The present Children's Museum has long since outgrown its quarters. Its exhibition halls, its lecture room and its library are often so over-crowded with eager children as to defeat the objects of their visits. The New York legislature, however, has recently

Permanent Dwelling of the Northwestern Eskimo. In the Geography Room.

passed a bill authorizing the city to erect a new Children's Museum Building at a cost not to exceed $175,000. With the improved equipment thus provided the Children's Museum would not only serve a larger number of children, but would also serve them more efficiently in proportion to expenditure.

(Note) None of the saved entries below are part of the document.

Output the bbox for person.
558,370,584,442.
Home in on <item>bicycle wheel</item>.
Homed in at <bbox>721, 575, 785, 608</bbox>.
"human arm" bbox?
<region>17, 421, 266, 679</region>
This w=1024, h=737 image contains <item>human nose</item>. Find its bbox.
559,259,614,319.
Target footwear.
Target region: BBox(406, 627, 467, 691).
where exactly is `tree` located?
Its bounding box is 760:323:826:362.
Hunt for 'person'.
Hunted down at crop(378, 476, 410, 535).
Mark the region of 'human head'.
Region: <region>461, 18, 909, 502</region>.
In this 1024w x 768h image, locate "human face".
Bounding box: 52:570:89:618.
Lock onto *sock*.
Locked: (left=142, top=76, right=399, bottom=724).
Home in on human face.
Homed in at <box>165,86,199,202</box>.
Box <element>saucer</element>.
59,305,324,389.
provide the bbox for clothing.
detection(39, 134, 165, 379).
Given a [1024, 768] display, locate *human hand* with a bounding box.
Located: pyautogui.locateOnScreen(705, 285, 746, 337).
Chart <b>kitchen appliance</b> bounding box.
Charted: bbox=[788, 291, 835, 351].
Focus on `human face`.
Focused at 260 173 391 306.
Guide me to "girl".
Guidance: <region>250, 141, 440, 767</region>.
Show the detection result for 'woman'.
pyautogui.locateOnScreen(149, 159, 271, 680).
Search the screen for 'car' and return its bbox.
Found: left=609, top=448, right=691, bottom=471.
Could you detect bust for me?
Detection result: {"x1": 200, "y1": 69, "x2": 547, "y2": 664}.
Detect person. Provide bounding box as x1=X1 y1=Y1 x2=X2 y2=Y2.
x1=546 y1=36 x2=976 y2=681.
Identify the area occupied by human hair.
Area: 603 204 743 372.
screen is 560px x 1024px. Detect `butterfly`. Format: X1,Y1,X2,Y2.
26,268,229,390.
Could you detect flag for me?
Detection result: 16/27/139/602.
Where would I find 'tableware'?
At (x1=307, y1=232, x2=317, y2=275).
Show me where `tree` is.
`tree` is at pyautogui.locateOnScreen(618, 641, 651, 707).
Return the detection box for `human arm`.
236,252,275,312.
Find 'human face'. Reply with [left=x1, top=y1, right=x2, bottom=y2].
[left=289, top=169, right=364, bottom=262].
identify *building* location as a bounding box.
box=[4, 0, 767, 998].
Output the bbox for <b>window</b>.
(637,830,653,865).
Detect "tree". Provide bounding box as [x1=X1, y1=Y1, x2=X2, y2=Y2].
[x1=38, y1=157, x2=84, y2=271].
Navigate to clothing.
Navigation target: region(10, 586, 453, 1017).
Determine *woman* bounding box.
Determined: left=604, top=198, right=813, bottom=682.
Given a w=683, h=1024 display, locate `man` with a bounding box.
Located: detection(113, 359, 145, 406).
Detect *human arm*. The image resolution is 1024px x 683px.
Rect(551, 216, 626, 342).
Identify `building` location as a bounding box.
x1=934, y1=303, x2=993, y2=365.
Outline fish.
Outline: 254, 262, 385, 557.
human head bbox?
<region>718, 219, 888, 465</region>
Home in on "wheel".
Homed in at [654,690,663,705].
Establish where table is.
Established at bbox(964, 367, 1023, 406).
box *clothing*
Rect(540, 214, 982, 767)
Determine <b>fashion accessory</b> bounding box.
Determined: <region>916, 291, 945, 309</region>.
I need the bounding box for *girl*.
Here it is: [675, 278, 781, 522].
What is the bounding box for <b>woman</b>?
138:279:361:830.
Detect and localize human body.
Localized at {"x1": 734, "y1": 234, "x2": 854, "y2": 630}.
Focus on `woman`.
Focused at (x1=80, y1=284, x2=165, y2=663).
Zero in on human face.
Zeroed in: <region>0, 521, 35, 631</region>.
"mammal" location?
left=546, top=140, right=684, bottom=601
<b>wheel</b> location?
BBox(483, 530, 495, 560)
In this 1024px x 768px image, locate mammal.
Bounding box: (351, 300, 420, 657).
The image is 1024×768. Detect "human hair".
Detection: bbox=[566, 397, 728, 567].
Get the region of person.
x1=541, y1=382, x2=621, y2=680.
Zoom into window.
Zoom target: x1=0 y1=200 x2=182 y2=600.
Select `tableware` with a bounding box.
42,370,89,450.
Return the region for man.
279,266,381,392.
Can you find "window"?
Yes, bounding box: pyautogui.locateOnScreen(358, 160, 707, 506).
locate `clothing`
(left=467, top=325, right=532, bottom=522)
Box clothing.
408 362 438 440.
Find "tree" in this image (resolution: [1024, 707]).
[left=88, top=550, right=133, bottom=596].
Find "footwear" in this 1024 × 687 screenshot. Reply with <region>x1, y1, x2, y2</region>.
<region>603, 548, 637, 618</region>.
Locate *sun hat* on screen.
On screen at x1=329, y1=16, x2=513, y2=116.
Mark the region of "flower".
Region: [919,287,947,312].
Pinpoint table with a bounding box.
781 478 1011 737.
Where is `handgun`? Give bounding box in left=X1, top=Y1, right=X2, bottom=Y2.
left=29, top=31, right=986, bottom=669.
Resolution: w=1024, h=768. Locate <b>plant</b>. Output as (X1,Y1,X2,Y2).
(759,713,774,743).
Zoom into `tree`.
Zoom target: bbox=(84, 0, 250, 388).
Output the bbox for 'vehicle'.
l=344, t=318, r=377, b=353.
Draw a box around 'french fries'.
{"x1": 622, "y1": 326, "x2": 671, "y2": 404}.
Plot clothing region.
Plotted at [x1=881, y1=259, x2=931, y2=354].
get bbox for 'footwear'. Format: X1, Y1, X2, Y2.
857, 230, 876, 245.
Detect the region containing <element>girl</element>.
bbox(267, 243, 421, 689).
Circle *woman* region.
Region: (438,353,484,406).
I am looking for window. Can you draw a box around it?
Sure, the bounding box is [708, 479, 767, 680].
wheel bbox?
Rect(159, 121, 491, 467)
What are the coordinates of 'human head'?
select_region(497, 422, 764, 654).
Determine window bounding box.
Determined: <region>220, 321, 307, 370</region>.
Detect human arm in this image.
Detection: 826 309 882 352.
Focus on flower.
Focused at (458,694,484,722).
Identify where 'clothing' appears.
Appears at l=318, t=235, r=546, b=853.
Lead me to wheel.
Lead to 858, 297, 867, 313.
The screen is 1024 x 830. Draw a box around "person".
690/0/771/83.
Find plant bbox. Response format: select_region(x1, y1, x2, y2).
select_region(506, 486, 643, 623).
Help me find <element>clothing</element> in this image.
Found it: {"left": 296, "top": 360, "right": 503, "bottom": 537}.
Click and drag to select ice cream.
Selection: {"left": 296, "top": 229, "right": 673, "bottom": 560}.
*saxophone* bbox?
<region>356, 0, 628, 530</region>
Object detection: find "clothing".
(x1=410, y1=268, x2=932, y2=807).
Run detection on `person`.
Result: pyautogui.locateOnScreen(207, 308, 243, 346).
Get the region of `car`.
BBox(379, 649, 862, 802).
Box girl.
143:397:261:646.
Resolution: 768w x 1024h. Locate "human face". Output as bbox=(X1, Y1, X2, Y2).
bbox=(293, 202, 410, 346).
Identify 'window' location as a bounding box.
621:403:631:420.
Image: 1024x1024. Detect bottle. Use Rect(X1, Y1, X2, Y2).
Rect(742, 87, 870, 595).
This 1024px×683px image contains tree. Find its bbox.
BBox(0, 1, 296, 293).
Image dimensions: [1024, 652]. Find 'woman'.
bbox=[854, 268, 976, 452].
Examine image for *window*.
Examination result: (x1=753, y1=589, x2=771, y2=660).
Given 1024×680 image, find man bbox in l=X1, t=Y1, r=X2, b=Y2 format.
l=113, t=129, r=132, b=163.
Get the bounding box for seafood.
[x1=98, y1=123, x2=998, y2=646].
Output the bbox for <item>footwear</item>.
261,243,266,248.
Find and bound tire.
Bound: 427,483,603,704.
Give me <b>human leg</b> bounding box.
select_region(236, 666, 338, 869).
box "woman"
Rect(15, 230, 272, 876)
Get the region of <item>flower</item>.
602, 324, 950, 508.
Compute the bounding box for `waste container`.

Through publications from the German press we learn that certain educators in Berlin are advocating a children's museum for that city. Meanwhile in our own country museums are beginning to feel the importance of giving more attention to the education of children. In large cities the field for smaller museums is always increasing, and one can but hope that the time may soon come when a system of these institutions, each studying and adapting itself to the needs of its particular

Feeding the "Tree Toads." A daily afternoon attraction.

locality, will be working as branches of a large central museum, with its skilled artists, modelers, taxidermists and preparateurs.

As a small museum in a large city serves a moving population, its service to the individual is necessarily limited by a constant change of clientele. Smaller towns, on the other hand, offer conditions for an almost ideal development. The Fairbanks Museum, in the little town of St. Johnsbury, Vermont, is an excellent example of museum leadership in a small center.

Since the Children's Museum has demonstrated its worth to one community there is reason to expect that it will make its way into others and the variety of problems to be solved in adapting its work to new conditions offers one of the most attractive fields of modern education.